_INSTRUCTIONS FOR THE TASK_
Extract, unchanged, each line of the listing below from its first line through the line that contains "In order to click on step-timeline-node", inclusive, and nothing else.

_INFORMATION SHOWN_
......

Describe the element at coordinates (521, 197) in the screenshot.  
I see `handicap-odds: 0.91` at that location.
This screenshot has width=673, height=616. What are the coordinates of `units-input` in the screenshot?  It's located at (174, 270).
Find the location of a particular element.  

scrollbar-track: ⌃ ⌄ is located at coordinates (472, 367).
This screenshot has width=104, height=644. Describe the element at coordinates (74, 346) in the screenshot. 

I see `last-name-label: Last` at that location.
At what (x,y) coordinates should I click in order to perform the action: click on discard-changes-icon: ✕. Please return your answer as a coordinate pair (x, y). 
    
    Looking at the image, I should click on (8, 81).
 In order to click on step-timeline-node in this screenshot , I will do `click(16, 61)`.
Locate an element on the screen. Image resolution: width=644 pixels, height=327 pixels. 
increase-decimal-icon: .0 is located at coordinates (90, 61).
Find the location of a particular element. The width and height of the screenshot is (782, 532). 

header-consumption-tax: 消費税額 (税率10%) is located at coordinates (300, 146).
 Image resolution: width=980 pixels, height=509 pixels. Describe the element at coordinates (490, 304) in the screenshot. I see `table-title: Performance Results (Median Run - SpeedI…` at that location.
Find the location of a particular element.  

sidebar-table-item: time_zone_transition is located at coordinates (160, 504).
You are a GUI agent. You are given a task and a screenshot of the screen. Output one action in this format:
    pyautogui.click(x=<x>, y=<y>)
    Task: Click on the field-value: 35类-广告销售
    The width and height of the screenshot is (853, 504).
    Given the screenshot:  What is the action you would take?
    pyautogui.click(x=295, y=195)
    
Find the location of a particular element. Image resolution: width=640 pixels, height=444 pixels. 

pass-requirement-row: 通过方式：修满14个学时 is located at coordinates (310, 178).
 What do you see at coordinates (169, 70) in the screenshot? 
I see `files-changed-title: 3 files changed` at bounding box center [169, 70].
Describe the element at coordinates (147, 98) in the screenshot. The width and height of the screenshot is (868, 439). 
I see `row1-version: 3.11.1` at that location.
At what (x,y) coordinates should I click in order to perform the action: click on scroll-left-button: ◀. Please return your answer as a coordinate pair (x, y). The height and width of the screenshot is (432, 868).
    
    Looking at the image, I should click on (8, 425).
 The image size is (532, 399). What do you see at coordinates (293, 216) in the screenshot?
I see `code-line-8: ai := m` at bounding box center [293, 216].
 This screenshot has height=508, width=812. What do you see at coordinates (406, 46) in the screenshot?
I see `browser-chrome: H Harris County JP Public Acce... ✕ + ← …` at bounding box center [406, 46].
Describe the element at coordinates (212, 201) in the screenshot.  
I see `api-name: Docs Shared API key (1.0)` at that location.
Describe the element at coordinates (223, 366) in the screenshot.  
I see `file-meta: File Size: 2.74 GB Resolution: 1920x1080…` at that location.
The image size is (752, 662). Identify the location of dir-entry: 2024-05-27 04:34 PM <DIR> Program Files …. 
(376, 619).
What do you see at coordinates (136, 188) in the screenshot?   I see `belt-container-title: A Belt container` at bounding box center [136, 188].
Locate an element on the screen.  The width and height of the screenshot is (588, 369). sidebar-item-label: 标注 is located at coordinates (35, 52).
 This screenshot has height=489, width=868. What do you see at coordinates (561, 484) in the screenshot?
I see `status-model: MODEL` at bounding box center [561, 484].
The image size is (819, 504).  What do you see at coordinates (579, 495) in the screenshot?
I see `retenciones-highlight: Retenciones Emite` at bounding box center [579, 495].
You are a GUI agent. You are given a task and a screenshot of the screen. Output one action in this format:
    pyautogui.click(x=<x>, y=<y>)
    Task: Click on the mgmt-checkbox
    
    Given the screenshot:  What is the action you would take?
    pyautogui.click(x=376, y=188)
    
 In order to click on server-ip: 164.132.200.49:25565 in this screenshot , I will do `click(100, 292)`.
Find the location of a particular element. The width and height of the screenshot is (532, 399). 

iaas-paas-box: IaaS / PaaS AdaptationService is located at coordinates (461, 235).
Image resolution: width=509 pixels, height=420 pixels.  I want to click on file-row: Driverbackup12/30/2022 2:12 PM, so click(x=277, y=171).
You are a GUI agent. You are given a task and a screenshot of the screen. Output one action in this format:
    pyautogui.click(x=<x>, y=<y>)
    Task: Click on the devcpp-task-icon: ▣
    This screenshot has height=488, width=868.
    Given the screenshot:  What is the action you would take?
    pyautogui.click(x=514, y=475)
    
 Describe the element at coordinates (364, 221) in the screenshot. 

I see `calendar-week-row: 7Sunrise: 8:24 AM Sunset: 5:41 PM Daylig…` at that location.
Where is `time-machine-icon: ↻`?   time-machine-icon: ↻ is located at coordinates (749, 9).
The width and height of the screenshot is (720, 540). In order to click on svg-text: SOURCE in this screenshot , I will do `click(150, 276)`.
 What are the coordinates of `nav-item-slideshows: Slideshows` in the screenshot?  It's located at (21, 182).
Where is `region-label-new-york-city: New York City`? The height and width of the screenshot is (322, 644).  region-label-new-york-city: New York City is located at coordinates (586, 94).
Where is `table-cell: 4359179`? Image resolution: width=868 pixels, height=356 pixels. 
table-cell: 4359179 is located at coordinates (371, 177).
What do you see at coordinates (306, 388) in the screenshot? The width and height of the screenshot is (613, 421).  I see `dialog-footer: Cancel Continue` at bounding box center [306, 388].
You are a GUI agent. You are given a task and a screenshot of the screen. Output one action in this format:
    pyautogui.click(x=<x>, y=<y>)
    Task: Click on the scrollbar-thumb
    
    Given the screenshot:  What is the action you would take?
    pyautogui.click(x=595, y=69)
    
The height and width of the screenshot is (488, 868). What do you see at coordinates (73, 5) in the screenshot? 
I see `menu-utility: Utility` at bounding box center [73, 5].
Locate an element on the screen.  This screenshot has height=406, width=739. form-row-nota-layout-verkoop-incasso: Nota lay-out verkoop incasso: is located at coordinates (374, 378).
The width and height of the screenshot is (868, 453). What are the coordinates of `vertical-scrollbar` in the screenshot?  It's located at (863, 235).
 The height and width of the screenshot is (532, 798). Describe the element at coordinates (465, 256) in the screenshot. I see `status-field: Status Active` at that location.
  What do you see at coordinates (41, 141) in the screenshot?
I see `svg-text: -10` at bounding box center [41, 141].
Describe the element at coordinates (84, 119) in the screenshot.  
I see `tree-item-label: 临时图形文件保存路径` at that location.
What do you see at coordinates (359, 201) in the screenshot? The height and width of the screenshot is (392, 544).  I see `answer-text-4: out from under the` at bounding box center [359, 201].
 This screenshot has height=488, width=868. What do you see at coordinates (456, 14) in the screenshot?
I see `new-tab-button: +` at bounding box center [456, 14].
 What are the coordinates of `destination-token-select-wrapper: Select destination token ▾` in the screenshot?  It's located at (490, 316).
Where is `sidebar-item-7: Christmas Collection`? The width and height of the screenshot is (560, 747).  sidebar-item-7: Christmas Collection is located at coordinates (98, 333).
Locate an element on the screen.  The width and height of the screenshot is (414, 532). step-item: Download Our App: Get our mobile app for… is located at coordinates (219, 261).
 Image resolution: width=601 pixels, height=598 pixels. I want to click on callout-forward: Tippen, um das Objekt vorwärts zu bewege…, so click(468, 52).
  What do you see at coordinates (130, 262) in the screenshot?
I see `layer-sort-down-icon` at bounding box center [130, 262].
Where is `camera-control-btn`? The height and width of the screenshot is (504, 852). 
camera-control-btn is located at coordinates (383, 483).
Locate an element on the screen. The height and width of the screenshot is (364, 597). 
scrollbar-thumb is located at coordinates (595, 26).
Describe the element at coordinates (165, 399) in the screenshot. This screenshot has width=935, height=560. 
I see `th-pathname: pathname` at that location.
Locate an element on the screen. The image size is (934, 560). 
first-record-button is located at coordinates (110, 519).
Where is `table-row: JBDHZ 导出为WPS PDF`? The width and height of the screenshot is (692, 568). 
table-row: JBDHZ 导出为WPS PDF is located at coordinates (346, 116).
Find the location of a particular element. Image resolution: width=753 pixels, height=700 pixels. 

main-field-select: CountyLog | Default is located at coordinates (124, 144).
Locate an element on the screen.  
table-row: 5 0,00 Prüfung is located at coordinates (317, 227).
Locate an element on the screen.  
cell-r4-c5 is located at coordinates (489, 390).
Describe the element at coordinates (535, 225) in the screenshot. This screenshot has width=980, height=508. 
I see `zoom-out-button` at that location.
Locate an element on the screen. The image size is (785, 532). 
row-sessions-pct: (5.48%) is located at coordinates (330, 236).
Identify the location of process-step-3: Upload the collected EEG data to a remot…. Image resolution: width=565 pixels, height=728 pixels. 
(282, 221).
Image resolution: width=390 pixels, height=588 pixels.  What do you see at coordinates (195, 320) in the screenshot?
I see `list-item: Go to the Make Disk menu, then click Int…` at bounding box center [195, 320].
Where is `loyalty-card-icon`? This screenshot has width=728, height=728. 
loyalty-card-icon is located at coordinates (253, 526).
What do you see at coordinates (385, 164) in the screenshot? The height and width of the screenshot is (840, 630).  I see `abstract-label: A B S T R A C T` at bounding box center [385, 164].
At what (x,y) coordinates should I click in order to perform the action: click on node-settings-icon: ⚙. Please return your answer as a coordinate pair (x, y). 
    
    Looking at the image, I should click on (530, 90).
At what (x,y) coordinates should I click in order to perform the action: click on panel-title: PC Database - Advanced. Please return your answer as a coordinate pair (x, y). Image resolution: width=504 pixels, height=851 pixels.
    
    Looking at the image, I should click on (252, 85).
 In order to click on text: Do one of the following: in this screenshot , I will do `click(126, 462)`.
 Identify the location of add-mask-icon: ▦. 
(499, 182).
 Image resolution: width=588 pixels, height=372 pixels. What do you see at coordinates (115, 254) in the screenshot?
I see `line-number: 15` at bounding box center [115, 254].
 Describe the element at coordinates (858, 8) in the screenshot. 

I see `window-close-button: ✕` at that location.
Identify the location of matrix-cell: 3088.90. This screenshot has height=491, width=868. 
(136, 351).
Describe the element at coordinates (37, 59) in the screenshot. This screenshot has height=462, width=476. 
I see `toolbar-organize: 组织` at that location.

......

_TASK OUTPUT_
Describe the element at coordinates (521, 197) in the screenshot.  
I see `handicap-odds: 0.91` at that location.
This screenshot has width=673, height=616. What are the coordinates of `units-input` in the screenshot?  It's located at (174, 270).
Find the location of a particular element.  

scrollbar-track: ⌃ ⌄ is located at coordinates (472, 367).
This screenshot has width=104, height=644. Describe the element at coordinates (74, 346) in the screenshot. 

I see `last-name-label: Last` at that location.
At what (x,y) coordinates should I click in order to perform the action: click on discard-changes-icon: ✕. Please return your answer as a coordinate pair (x, y). 
    
    Looking at the image, I should click on (8, 81).
 In order to click on step-timeline-node in this screenshot , I will do `click(16, 61)`.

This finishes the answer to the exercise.